Designer Petra Blaisse Discusses the Transformation of the Wurtele Upper Garden at the Walker Art Center

Dutch designer Petra Blaisse began her career as a curator (in applied arts at the Stedelijk Museum in Amsterdam), became a freelance exhibition designer (earning critical and popular acclaim for her stunning architectural and sculptural installations), and then trained her focus on interiors. After acquiring further deftness with textiles, color, and light, she founded her studio Inside Outside—the team that is transforming the Wurtele Upper Garden at the Walker Art Center. Blaisse will describe that transformation during a talk Thursday, September 7, at 7:00 p.m., in the Walker Art Center cinema. Free tickets are available at the Walker’s main lobby desk starting at 6 p.m.

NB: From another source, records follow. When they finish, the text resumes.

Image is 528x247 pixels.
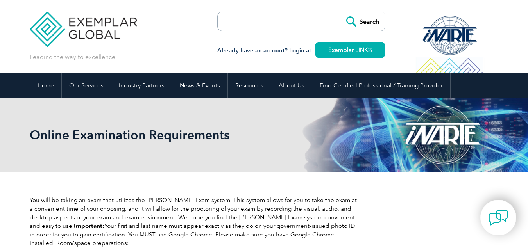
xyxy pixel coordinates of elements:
[62,73,111,98] a: Our Services
[271,73,312,98] a: About Us
[30,129,358,141] h2: Online Examination Requirements
[228,73,271,98] a: Resources
[315,42,385,58] a: Exemplar LINK
[30,53,115,61] p: Leading the way to excellence
[312,73,450,98] a: Find Certified Professional / Training Provider
[489,208,508,228] img: contact-chat.png
[74,223,104,230] strong: Important:
[342,12,385,31] input: Search
[217,46,385,56] h3: Already have an account? Login at
[111,73,172,98] a: Industry Partners
[172,73,227,98] a: News & Events
[368,48,372,52] img: open_square.png
[30,73,61,98] a: Home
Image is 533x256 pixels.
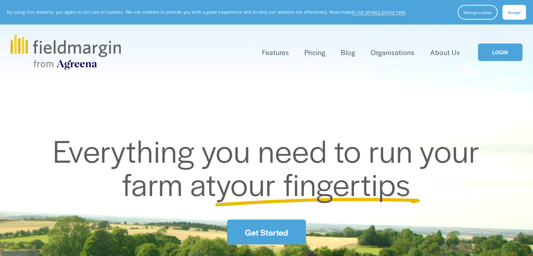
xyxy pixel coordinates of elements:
[457,5,497,20] button: Manage cookies
[227,219,305,244] a: Get Started
[262,47,289,57] span: Features
[371,47,414,58] a: Organisations
[262,47,289,58] a: folder dropdown
[11,35,121,70] img: fieldmargin.com
[216,161,411,205] span: your fingertips
[7,9,407,15] p: By using this website, you agree to our use of cookies. We use cookies to provide you with a grea...
[304,47,325,58] a: Pricing
[478,43,522,61] a: LOGIN
[502,5,526,20] button: Accept
[352,9,406,15] a: in our privacy policy here
[508,9,521,15] span: Accept
[53,128,487,205] span: Everything you need to run your farm at
[463,9,491,15] span: Manage cookies
[341,47,355,58] a: Blog
[430,47,460,58] a: About Us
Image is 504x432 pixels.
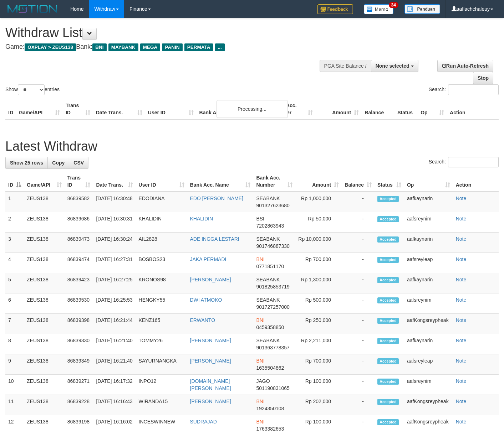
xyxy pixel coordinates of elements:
[136,375,187,395] td: INPO12
[377,420,399,426] span: Accepted
[190,256,227,262] a: JAKA PERMADI
[295,171,342,192] th: Amount: activate to sort column ascending
[93,274,136,294] td: [DATE] 16:27:25
[429,84,499,95] label: Search:
[5,4,60,14] img: MOTION_logo.png
[256,358,264,364] span: BNI
[256,426,284,432] span: Copy 1763382653 to clipboard
[93,355,136,375] td: [DATE] 16:21:40
[93,253,136,274] td: [DATE] 16:27:31
[473,72,493,84] a: Stop
[256,378,270,384] span: JAGO
[377,236,399,243] span: Accepted
[256,365,284,371] span: Copy 1635504862 to clipboard
[24,253,65,274] td: ZEUS138
[69,157,89,169] a: CSV
[404,334,453,355] td: aafkaynarin
[362,99,394,119] th: Balance
[136,192,187,212] td: EDODIANA
[404,274,453,294] td: aafkaynarin
[5,157,48,169] a: Show 25 rows
[65,212,93,233] td: 86839686
[5,274,24,294] td: 5
[389,2,399,8] span: 34
[448,84,499,95] input: Search:
[190,277,231,282] a: [PERSON_NAME]
[377,379,399,385] span: Accepted
[190,378,231,391] a: [DOMAIN_NAME][PERSON_NAME]
[65,334,93,355] td: 86839330
[342,212,375,233] td: -
[136,294,187,314] td: HENGKY55
[295,294,342,314] td: Rp 500,000
[5,375,24,395] td: 10
[24,314,65,334] td: ZEUS138
[65,192,93,212] td: 86839582
[5,253,24,274] td: 4
[24,355,65,375] td: ZEUS138
[256,338,280,343] span: SEABANK
[456,399,467,405] a: Note
[456,196,467,201] a: Note
[256,318,264,323] span: BNI
[377,297,399,304] span: Accepted
[404,192,453,212] td: aafkaynarin
[295,334,342,355] td: Rp 2,211,000
[256,256,264,262] span: BNI
[453,171,499,192] th: Action
[93,334,136,355] td: [DATE] 16:21:40
[136,274,187,294] td: KRONOS98
[65,274,93,294] td: 86839423
[65,355,93,375] td: 86839349
[377,196,399,202] span: Accepted
[342,233,375,253] td: -
[256,196,280,201] span: SEABANK
[256,277,280,282] span: SEABANK
[295,253,342,274] td: Rp 700,000
[24,212,65,233] td: ZEUS138
[456,216,467,221] a: Note
[256,304,289,310] span: Copy 901727257000 to clipboard
[92,43,106,51] span: BNI
[52,160,65,166] span: Copy
[5,43,329,51] h4: Game: Bank:
[24,233,65,253] td: ZEUS138
[65,314,93,334] td: 86839398
[456,297,467,303] a: Note
[256,419,264,425] span: BNI
[197,99,270,119] th: Bank Acc. Name
[404,233,453,253] td: aafkaynarin
[405,4,440,14] img: panduan.png
[429,157,499,167] label: Search:
[256,345,289,351] span: Copy 901363778357 to clipboard
[5,355,24,375] td: 9
[190,399,231,405] a: [PERSON_NAME]
[256,297,280,303] span: SEABANK
[5,139,499,154] h1: Latest Withdraw
[447,99,499,119] th: Action
[342,375,375,395] td: -
[342,171,375,192] th: Balance: activate to sort column ascending
[24,375,65,395] td: ZEUS138
[456,318,467,323] a: Note
[256,223,284,229] span: Copy 7202863943 to clipboard
[295,212,342,233] td: Rp 50,000
[136,314,187,334] td: KENZ165
[320,60,371,72] div: PGA Site Balance /
[93,212,136,233] td: [DATE] 16:30:31
[295,314,342,334] td: Rp 250,000
[93,99,145,119] th: Date Trans.
[295,274,342,294] td: Rp 1,300,000
[256,284,289,289] span: Copy 901825853719 to clipboard
[93,294,136,314] td: [DATE] 16:25:53
[190,358,231,364] a: [PERSON_NAME]
[93,192,136,212] td: [DATE] 16:30:48
[216,100,288,118] div: Processing...
[404,355,453,375] td: aafsreyleap
[136,171,187,192] th: User ID: activate to sort column ascending
[377,359,399,364] span: Accepted
[456,277,467,282] a: Note
[253,171,295,192] th: Bank Acc. Number: activate to sort column ascending
[342,274,375,294] td: -
[256,264,284,269] span: Copy 0771851170 to clipboard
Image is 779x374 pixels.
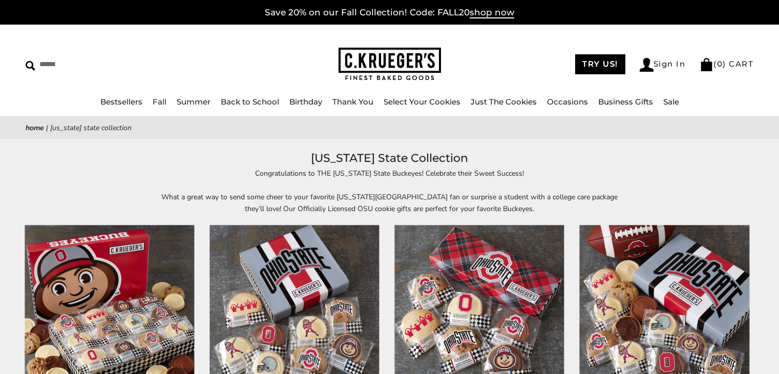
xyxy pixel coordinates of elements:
[26,61,35,71] img: Search
[663,97,679,107] a: Sale
[265,7,514,18] a: Save 20% on our Fall Collection! Code: FALL20shop now
[41,149,738,167] h1: [US_STATE] State Collection
[289,97,322,107] a: Birthday
[575,54,625,74] a: TRY US!
[332,97,373,107] a: Thank You
[470,7,514,18] span: shop now
[153,97,166,107] a: Fall
[221,97,279,107] a: Back to School
[339,48,441,81] img: C.KRUEGER'S
[100,97,142,107] a: Bestsellers
[154,191,625,215] p: What a great way to send some cheer to your favorite [US_STATE][GEOGRAPHIC_DATA] fan or surprise ...
[700,58,713,71] img: Bag
[177,97,210,107] a: Summer
[471,97,537,107] a: Just The Cookies
[640,58,653,72] img: Account
[384,97,460,107] a: Select Your Cookies
[547,97,588,107] a: Occasions
[26,56,198,72] input: Search
[154,167,625,179] p: Congratulations to THE [US_STATE] State Buckeyes! Celebrate their Sweet Success!
[26,122,753,134] nav: breadcrumbs
[26,123,44,133] a: Home
[50,123,132,133] span: [US_STATE] State Collection
[598,97,653,107] a: Business Gifts
[700,59,753,69] a: (0) CART
[640,58,686,72] a: Sign In
[46,123,48,133] span: |
[717,59,723,69] span: 0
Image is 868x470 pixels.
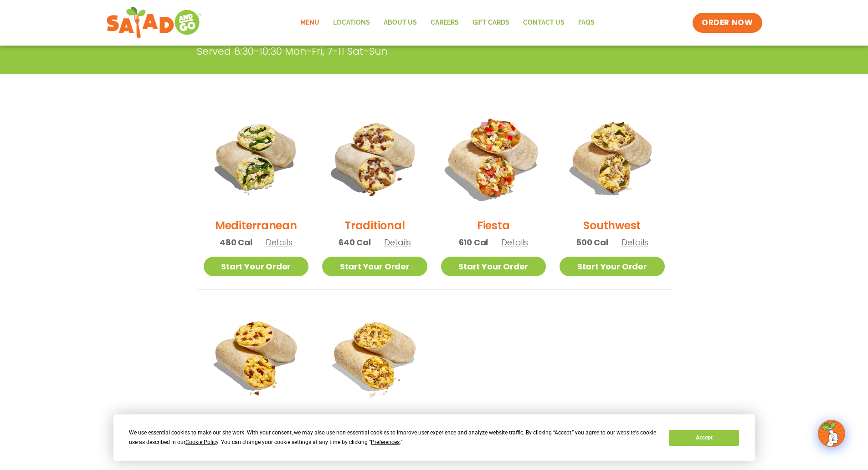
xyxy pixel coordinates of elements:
[197,44,603,58] p: Served 6:30-10:30 Mon-Fri, 7-11 Sat-Sun
[106,4,203,41] img: new-SAG-logo-768×292
[339,236,371,248] span: 640 Cal
[501,237,528,248] span: Details
[204,303,309,408] img: Product photo for Bacon, Egg & Cheese
[466,12,516,34] a: GIFT CARDS
[185,439,218,445] span: Cookie Policy
[220,236,252,248] span: 480 Cal
[344,218,404,233] h2: Traditional
[322,106,427,210] img: Product photo for Traditional
[576,236,608,248] span: 500 Cal
[265,450,292,461] span: Details
[293,12,326,34] a: Menu
[384,450,411,461] span: Details
[669,429,739,446] button: Accept
[432,96,555,220] img: Product photo for Fiesta
[441,257,546,276] a: Start Your Order
[204,257,309,276] a: Start Your Order
[559,257,665,276] a: Start Your Order
[693,13,762,33] a: ORDER NOW
[571,12,601,34] a: FAQs
[516,12,571,34] a: Contact Us
[293,12,601,34] nav: Menu
[322,303,427,408] img: Product photo for Turkey Sausage, Egg & Cheese
[371,439,399,445] span: Preferences
[621,237,648,248] span: Details
[384,237,411,248] span: Details
[459,236,489,248] span: 610 Cal
[702,17,752,29] span: ORDER NOW
[326,12,377,34] a: Locations
[265,237,292,248] span: Details
[322,257,427,276] a: Start Your Order
[215,218,297,233] h2: Mediterranean
[424,12,466,34] a: Careers
[377,12,424,34] a: About Us
[477,218,510,233] h2: Fiesta
[559,106,665,210] img: Product photo for Southwest
[204,106,309,210] img: Product photo for Mediterranean Breakfast Burrito
[113,414,755,461] div: Cookie Consent Prompt
[583,218,640,233] h2: Southwest
[819,421,844,446] img: wpChatIcon
[129,428,658,447] div: We use essential cookies to make our site work. With your consent, we may also use non-essential ...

For this project, Blaisse collaborated during the sketch phase with two creatives of jaw-dropping aesthetic and cultural relevance today: architect David Adjaye,  who designed the National Museum of African American History and Culture on Washington’s National Mall, and the artist Ai Wei Wei, whose bold, startling, politically challenging work has led to his imprisonment in China.

She describes the project on Inside Outside’s website: The new outdoor space changes a sloping open field into an iconic hill. Planting this hill with a series of rectangular tree groupings or “vegetal volumes,” each with their own identity, makes diverse use and experiences possible. She discusses the Walker’s new positioning as an “open field,” and how the Wurtele Upper Garden with its “sloped site is valued for its openness, flexibility, and visibility.”

Working with her group at Inside Outside, Blaisse adds, she connected “points of entrance and exits on all levels to one another by an energetically shaped path. A new trajectory improves accessibility for all visitors, opens up unexpected views, and leads the visitor to the various ‘tree rooms’ where performance, art, and learning can be enjoyed in the open air. With this new garden, Inside Outside provides new prospects for the Walker Art and its visitors.”